[Cryptography] Toxic Combination
ianG
iang at iang.org
Mon Dec 8 10:48:21 EST 2014
On 8/12/2014 11:06 am, Peter Gutmann wrote:
> ianG <iang at iang.org> writes:
>
>> [Long, well thought-out reply]
>
> Thanks, that was pretty much what I was going to say. Just one minor nit:
>
>> On 4/12/2014 11:28 am, Ben Laurie wrote:
>>> they're all is a secret cartel to keep CAs in business? Really?
>>
>> Yes,
>
> Actually not quite, the CAB Forum isn't a secret cartel, they're quite public
> about what they do, and even have their own web site.
Ah, I had hoped to choose my words carefully, but maybe not.
CABForum may not be a secret cartel *now* but they certainly started as
one, and did the important work as one. And, they prepared the two key
documents in total secrecy, away from the public eye, then sprung them
on a naive public.
E.g., Baseline Requirements was 2 years in the making, and not a word
was breathed about that document in the Mozilla forums before it was
complete. Mozilla itself was working on the document in secret, while
talking the open talk on the open mailing list. It was a complete coup,
a pillaging of the Mozilla manifesto by insiders.
After Baseline Requirement was rammed through a false public comment
period using Mozilla's "open" list (yes I was there, it was rammed)
CABForum started to open up. Certain large users such as Paypal had
publically expressed serious reservations about being part of a secret
cartel by then, and the taint of truth was hard to shake.
But by then the damage was done -- the key documents were set in
contract and the end-user was totally screwed.
As to whether they are fully open now, I don't know, but I personally
doubt. We'd have to check the voting structure and see if you and I and
everyone with users' interest in mind can for example join and get a
vote, enough to outweigh the power of the vendors or the CAs. I'd bet
dollars to dust that they've structured it such that the CAs maintain
power, we can't for example overturn BR and put in some user-aligned
documents.
> Apart from that I agree with everything you've said.
:)
ObCrypto: just another page in the history of why secure browsing ended
up where it is. Crypto is less a dual-purpose munition, more a
multi-bladed swiss army knife that'll make a mess of clumsy fingers.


Problem to solve: Transcribe, exactly and without pictures, the lines below from the line with "Output each element" to the line with "localize all elements.", both ends included, and no others.

── Supplied material

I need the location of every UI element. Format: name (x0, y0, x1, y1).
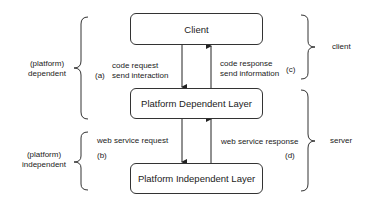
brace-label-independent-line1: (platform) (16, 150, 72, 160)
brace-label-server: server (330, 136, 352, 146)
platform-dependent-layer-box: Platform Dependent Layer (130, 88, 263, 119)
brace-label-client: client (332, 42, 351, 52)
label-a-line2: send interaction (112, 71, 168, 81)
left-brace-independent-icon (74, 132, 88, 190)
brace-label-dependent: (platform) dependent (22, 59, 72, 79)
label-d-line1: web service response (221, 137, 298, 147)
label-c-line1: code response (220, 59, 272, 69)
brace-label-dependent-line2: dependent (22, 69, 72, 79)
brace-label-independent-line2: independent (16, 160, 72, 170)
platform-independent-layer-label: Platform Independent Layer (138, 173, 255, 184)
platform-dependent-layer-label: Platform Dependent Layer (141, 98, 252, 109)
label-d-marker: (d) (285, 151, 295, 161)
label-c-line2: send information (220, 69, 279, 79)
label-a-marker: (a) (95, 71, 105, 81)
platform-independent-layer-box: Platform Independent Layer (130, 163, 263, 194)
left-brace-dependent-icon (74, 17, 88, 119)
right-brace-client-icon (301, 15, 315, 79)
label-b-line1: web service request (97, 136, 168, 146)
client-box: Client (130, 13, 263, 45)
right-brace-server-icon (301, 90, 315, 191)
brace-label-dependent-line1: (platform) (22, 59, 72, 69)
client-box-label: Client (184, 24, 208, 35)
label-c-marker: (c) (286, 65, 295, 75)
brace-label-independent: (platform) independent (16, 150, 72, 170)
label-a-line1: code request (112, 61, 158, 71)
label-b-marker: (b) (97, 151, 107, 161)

────
── Supplied material

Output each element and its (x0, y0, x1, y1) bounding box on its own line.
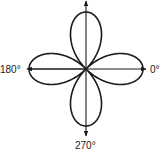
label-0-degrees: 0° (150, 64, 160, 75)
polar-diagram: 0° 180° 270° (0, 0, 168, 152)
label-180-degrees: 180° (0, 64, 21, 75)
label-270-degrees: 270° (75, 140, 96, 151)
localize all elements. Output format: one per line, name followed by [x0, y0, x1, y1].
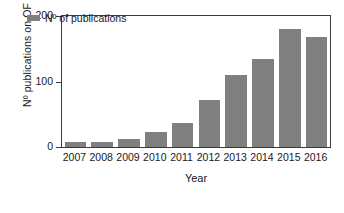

────

Solution for this task:
Output each element and its (x0, y0, x1, y1) bounding box on its own line.
label-0-degrees: 0° (150, 64, 160, 75)
polar-diagram: 0° 180° 270° (0, 0, 168, 152)
label-180-degrees: 180° (0, 64, 21, 75)
label-270-degrees: 270° (75, 140, 96, 151)
localize all elements. Output format: one per line, name followed by [x0, y0, x1, y1].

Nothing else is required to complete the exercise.